When a feature works, you learn that it works. You do not always learn why. You do not stress-test your assumptions. You do not find out where your architecture breaks, where your user mental models are wrong, or where your onboarding falls apart. A feature that quietly gets ignored by 95% of users hands you a detailed map of your blind spots.

This is especially visible in how apps evolve. Most successful apps launched with terrible first versions precisely because those versions were hypotheses dressed up as products. The failures were the data. Many billion-dollar products were built on a graveyard of features that nobody used but everybody learned from.

The companies that iterate fastest are usually not the ones that ship the most successful features. They are the ones that extract the most signal from their failures before competitors do.

Optionality, Sunk Cost, and the Internal Politics of Innovation

There is a third reason, one that is less flattering but absolutely real: internal politics.

Large tech companies are full of smart people with competing visions. Greenlit features are leverage. A team that ships something, even something that underperforms, has demonstrated execution. They get to stay in the game. A team that never ships anything because they are waiting for certainty gets defunded or disbanded.

This creates a rational incentive to launch features with modest expectations rather than waiting indefinitely for the perfect one. The launch buys time, credibility, and the organizational standing to try again.

It also creates optionality. Some features that seem like failures in their initial form become the foundation for something that works later. Companies regularly build features they never release because the act of building something locks in learnings and capabilities that pay off elsewhere. The features that do launch but underperform often serve the same function: they are infrastructure for future attempts, disguised as product.

The Market Positioning Play

Sometimes a feature launch is purely about where you stand in a market map, not about what users actually need.

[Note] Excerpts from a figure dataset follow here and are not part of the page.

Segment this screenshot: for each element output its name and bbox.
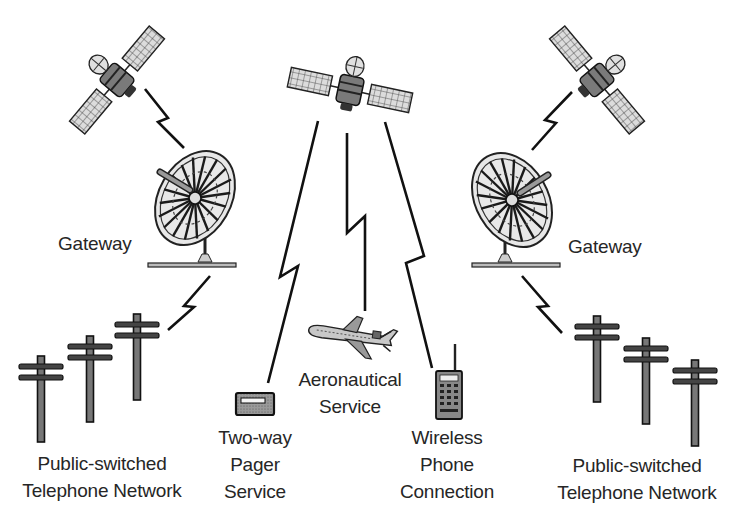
satellite-right-icon	[541, 11, 663, 141]
wireless-phone-label-line-3: Connection	[392, 478, 502, 505]
pager-label-line-3: Service	[208, 478, 302, 505]
mobile-phone-icon	[436, 344, 462, 419]
link-gateway-pstn-left	[168, 276, 210, 330]
pager-label-line-1: Two-way	[208, 424, 302, 451]
pstn-right-label-line-2: Telephone Network	[544, 479, 730, 506]
pstn-right-label: Public-switched Telephone Network	[544, 452, 730, 506]
gateway-left-label: Gateway	[58, 230, 132, 257]
pstn-right-poles-icon	[575, 316, 717, 446]
airplane-icon	[306, 310, 399, 362]
satellite-left-icon	[51, 11, 173, 141]
pstn-left-poles-icon	[19, 314, 159, 442]
pstn-left-label-line-1: Public-switched	[12, 450, 192, 477]
link-gateway-pstn-right	[522, 276, 562, 333]
wireless-phone-label: Wireless Phone Connection	[392, 424, 502, 505]
gateway-right-label: Gateway	[568, 233, 642, 260]
pstn-left-label-line-2: Telephone Network	[12, 477, 192, 504]
pager-icon	[236, 393, 274, 415]
link-sat-pager	[268, 121, 318, 383]
gateway-left-dish-icon	[139, 137, 251, 267]
satellite-center-icon	[285, 44, 418, 124]
aeronautical-label: Aeronautical Service	[290, 366, 410, 420]
pager-label: Two-way Pager Service	[208, 424, 302, 505]
pstn-right-label-line-1: Public-switched	[544, 452, 730, 479]
wireless-phone-label-line-2: Phone	[392, 451, 502, 478]
aeronautical-label-line-2: Service	[290, 393, 410, 420]
gateway-right-dish-icon	[456, 139, 568, 267]
pstn-left-label: Public-switched Telephone Network	[12, 450, 192, 504]
wireless-phone-label-line-1: Wireless	[392, 424, 502, 451]
pager-label-line-2: Pager	[208, 451, 302, 478]
link-satright-gateway	[532, 92, 572, 150]
link-satleft-gateway	[145, 89, 184, 148]
link-sat-airplane	[347, 133, 365, 311]
aeronautical-label-line-1: Aeronautical	[290, 366, 410, 393]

When Apple added features that Google had offered for years, it was not always because they had figured out a better implementation. Sometimes it was to prevent that feature from being a reason someone chose Android. The feature did not need to be exceptional. It needed to exist.

The same logic runs in reverse. Startups deliberately choose markets that look too small to investors because small markets keep incumbents uninterested long enough to gain a foothold. Feature launches follow similar logic: a company might ship something it knows will not resonate broadly because it is defending a niche, not expanding one.

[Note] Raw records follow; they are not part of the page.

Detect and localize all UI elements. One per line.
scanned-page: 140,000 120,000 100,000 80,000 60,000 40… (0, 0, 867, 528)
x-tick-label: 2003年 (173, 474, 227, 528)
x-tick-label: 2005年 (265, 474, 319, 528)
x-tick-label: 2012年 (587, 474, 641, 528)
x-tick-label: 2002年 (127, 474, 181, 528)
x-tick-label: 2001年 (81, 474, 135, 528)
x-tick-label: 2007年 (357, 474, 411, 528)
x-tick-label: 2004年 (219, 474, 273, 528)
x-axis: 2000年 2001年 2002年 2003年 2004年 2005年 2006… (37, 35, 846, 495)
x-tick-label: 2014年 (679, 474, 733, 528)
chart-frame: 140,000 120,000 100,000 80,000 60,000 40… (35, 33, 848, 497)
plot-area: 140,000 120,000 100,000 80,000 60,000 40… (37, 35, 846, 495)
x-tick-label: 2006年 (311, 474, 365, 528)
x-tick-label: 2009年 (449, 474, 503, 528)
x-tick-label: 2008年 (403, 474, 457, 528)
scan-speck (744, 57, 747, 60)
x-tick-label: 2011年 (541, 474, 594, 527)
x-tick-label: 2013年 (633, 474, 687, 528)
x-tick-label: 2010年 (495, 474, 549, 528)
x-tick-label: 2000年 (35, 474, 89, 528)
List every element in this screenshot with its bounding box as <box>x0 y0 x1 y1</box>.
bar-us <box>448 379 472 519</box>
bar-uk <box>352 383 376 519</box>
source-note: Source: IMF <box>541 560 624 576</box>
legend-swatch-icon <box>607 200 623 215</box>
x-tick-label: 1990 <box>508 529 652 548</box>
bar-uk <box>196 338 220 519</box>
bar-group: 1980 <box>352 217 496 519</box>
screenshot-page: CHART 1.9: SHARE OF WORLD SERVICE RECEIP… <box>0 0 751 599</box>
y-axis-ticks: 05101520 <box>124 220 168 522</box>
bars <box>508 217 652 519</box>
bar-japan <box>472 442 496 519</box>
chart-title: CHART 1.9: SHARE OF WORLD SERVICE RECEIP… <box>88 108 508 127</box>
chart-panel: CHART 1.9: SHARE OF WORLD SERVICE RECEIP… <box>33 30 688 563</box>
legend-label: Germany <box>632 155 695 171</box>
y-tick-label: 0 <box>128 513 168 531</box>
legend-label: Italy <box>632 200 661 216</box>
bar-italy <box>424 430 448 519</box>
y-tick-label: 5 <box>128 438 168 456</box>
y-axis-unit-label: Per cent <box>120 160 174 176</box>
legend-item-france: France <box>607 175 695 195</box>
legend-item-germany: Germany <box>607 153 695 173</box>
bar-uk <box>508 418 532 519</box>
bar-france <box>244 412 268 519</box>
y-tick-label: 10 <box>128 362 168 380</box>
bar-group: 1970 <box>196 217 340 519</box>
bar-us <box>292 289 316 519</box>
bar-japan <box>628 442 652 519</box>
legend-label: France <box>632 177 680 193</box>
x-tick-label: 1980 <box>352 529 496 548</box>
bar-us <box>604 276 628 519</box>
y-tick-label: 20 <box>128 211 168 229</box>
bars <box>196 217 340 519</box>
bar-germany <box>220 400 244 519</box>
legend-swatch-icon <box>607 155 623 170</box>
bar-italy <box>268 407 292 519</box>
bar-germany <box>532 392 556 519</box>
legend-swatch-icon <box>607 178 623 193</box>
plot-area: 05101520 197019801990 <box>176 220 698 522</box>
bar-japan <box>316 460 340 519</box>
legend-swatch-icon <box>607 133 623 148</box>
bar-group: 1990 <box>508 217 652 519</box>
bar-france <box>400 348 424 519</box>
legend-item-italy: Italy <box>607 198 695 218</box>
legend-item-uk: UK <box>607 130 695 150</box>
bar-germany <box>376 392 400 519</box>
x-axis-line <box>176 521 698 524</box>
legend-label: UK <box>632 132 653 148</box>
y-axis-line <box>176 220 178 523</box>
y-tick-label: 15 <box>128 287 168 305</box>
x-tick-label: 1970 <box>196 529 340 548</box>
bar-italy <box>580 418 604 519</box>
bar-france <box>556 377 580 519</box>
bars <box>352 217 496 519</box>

This positioning game is especially pronounced when a company is preparing for fundraising or acquisition. Features signal trajectories. A feature that shows you are moving toward AI, or toward enterprise, or toward a specific vertical, tells a story to investors even if the feature itself is mediocre. Tech giants routinely lose money on purpose to win markets and the same logic applies at the feature level: you absorb a short-term miss to establish a long-term position.

What This Means If You Are Building Something

If you are a founder or product leader, the honest takeaway is not that you should launch features you expect to fail as a matter of habit. That way lies bloated roadmaps and confused users.

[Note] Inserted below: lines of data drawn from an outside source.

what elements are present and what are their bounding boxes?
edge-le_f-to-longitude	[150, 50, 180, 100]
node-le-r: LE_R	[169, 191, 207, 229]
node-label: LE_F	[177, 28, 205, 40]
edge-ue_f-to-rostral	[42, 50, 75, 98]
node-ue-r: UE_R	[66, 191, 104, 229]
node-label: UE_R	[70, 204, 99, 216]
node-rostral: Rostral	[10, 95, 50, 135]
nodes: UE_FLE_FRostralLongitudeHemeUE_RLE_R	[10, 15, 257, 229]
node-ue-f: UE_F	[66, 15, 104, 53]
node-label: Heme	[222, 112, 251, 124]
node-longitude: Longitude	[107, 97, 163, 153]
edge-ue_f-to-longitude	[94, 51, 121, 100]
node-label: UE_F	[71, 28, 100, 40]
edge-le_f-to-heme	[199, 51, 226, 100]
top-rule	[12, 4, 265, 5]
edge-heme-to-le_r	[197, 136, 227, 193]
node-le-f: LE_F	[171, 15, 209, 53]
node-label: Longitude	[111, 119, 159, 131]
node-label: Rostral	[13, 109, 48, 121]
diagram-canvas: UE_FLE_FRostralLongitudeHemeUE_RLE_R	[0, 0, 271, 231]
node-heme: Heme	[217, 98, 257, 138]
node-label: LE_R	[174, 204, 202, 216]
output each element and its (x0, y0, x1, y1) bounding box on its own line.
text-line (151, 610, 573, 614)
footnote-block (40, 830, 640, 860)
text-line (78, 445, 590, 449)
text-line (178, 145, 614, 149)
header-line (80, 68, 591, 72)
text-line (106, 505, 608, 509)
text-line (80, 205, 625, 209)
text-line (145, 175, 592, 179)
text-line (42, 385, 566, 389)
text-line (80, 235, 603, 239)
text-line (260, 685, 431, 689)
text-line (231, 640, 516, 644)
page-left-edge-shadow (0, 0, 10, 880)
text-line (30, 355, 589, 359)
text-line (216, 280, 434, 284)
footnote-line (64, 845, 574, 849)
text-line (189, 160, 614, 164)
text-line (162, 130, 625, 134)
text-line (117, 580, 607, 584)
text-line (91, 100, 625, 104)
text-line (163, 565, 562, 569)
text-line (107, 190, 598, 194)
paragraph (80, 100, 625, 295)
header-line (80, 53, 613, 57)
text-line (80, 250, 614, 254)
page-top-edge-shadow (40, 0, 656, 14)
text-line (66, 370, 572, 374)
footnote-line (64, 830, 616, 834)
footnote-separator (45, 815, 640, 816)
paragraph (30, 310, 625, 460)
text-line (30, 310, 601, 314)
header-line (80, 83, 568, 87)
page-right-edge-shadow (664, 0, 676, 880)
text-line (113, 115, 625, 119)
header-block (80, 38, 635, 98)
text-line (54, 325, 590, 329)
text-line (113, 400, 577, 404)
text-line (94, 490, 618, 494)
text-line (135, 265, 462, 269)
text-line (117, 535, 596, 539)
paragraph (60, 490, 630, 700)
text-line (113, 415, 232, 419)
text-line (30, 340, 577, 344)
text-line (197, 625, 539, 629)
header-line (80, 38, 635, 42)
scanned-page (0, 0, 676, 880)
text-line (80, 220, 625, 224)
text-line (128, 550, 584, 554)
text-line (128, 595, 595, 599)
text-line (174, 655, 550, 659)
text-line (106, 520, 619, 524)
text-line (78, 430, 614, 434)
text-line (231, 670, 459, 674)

The real takeaway is that the question “will this feature succeed?” is not always the most important one. Sometimes the better questions are: What do we learn if it fails? What does launching it signal to our market? What does it unlock internally? Does the existence of this feature serve a purpose separate from its adoption?

Most product frameworks skip these questions entirely because they are uncomfortable to ask out loud. They require admitting that you are making a bet you might lose, and that you are making it anyway for reasons that have nothing to do with user delight or product-market fit.

But that kind of honesty is exactly what separates teams that iterate well from teams that keep building the same failed feature under different names, waiting for users to come around to something they were never going to use in the first place.

The features that fail on purpose are not the problem. The ones that fail because nobody asked these questions, those are the ones that hurt.